High-speed crash: 'I couldn't believe they were alive'

Author
Anneke Smith, Hawkes Bay Today,
Publish Date
Mon, 19 Feb 2018, 9:03AM

Skid marks, broken glass and car rubber is all that is left at the scene of a two-car crash west of Napier in the early hours of yesterday.

The normally pitch-black rural road glowed with flashing lights at 2.43am after a high-speed crash at the Rotowhenua Rd intersection with Puketitiri Rd put two men - understood to be street racing - into hospital.

A Hawke's Bay District Health Board spokesperson said two males in their early 20s were admitted to the hospital at 3.55am after being involved in a car crash.

Police said it appeared to be a high-speed crash and two people were taken to hospital; one with serious injuries and the other with moderate injuries.

Both were in a stable condition and were still in hospital yesterday afternoon, the DHB spokesperson said.

The early-morning crash rattled Rotowhenua Rd resident Dermott McCaughan, who said he and his wife awoke to noise so loud they thought it was an explosion.

He said he dialled 111 and, when told the crash had already been reported, made his way to the scene.

"One of the guys was running around because he couldn't work out where his friend was.

"Apparently, he ran the whole way down to the road junction trying to find his friend. We could hear him crying. He couldn't work out where is friend was, he was just metres from him."

A 50m stretch of wire fence lining the road and several street signs lay flattened at the scene.

A demolished fence at the scene of the crash. (Photo \ Warren Buckland)

Dirt marks indicated one of the cars had left the road and crossed through another fence before coming to a rest in a grass paddock.

McCaughan said he understood the cars were street racing and had rounded the bend side by side before losing control.

"When I walked down here I couldn't believe these two young men were still alive," McCaughan said.

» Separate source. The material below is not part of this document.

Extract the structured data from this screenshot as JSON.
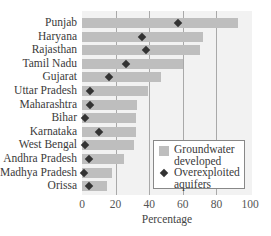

"It's a fast road and there's a junction where they [boy racers] do donuts. We hear them at night. It doesn't happen too often but when it does it's very noisy."

Several fence posts, including an upright power pole, had red marks on them, matching the red colour of car debris scattered on the side of the road.

McCaughan said he was surprised there weren't more accidents along the narrow stretch of "treacherous" road.

The posted speed limit on Puketitiri Rd is 100km/h but the Rotowhenua resident said that wasn't good enough.

"I think from that junction to Napier should at least be 80km/h, some of it should be 60km/h.

"It's very narrow in places. All it takes is one car to be a little over the line. It's treacherous."